100-Million-Year-Old “Sea Phantom” Takes Shape in Australia’s Outback Fossils

100-Million-Year-Old “Sea Phantom” Takes Shape in Australia’s Outback Fossils

A newly described pterosaur from western Queensland is rewriting what scientists know about Australia’s rare flying-reptile record, thanks to an unusually complete fossil pulled from rock laid down beside an ancient inland sea. The bones have been identified as Haliskia peterseni, a newly named anhanguerian pterosaur that lived about 100 million years ago during the Early Cretaceous.

Giant hunter over Queensland’s inland sea

In western Queensland, fossil bones uncovered in 2021 were found by Kevin Petersen, a curator at the Kronosaurus Korner museum, and later examined by a Curtin University-led research team. Researchers say the specimen represents the most complete pterosaur skeleton ever discovered in Australia.

The animal lived in a time when much of central western Queensland sat beneath a vast inland sea. That setting helps explain why researchers interpret Haliskia as a formidable flier adapted to a marine food web, moving above waters that supported prey such as fish and cephalopods.

100-million-year-old bones that reveal rare detail

Adele Pentland, a PhD student in Curtin’s School of Earth and Planetary Sciences, led the research team that identified the specimen and described its scale. Pentland said the pterosaur had a wingspan of about 4.6 meters, making it a large predator for its era.

The fossil stands out because so much of it survived. At 22 percent complete, it is more than twice as complete as the only other known partial pterosaur skeleton found in Australia, according to the report.

Jaws, teeth, and anatomy that pin down its family ties​

The remains include complete lower jaws, the tip of the upper jaw, 43 teeth, vertebrae, ribs, bones from both wings, and part of a leg. Researchers also described very thin throat bones that indicate a muscular tongue, a feature linked to feeding on fish and cephalopods.​

Distinct traits, including a crest on the upper jaw, curved teeth, and specific shoulder-bone structure, were used to place Haliskia within the Anhangueria group of pterosaurs. That group is known from fossils across multiple regions worldwide, including Brazil, England, Morocco, China, Spain, and the United States.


# [What the exercise asks]
Below are lines of data, and only some are wanted. Please repeat exactly those from the line that has "Image resolution: width=804" through the line that has "This screenshot has".

##### Extracted entries

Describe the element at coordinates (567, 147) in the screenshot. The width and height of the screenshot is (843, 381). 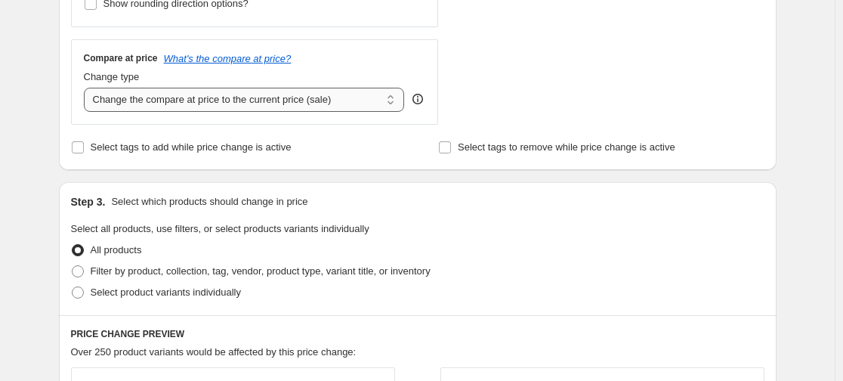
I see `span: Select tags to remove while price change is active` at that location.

##########
##### Extracted entries

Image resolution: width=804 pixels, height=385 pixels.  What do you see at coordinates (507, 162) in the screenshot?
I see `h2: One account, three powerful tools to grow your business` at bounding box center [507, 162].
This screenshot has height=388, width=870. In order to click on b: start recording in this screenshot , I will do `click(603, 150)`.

##########

# [Answer box]
Image resolution: width=804 pixels, height=385 pixels.  What do you see at coordinates (507, 162) in the screenshot?
I see `h2: One account, three powerful tools to grow your business` at bounding box center [507, 162].
This screenshot has height=388, width=870. In order to click on b: start recording in this screenshot , I will do `click(603, 150)`.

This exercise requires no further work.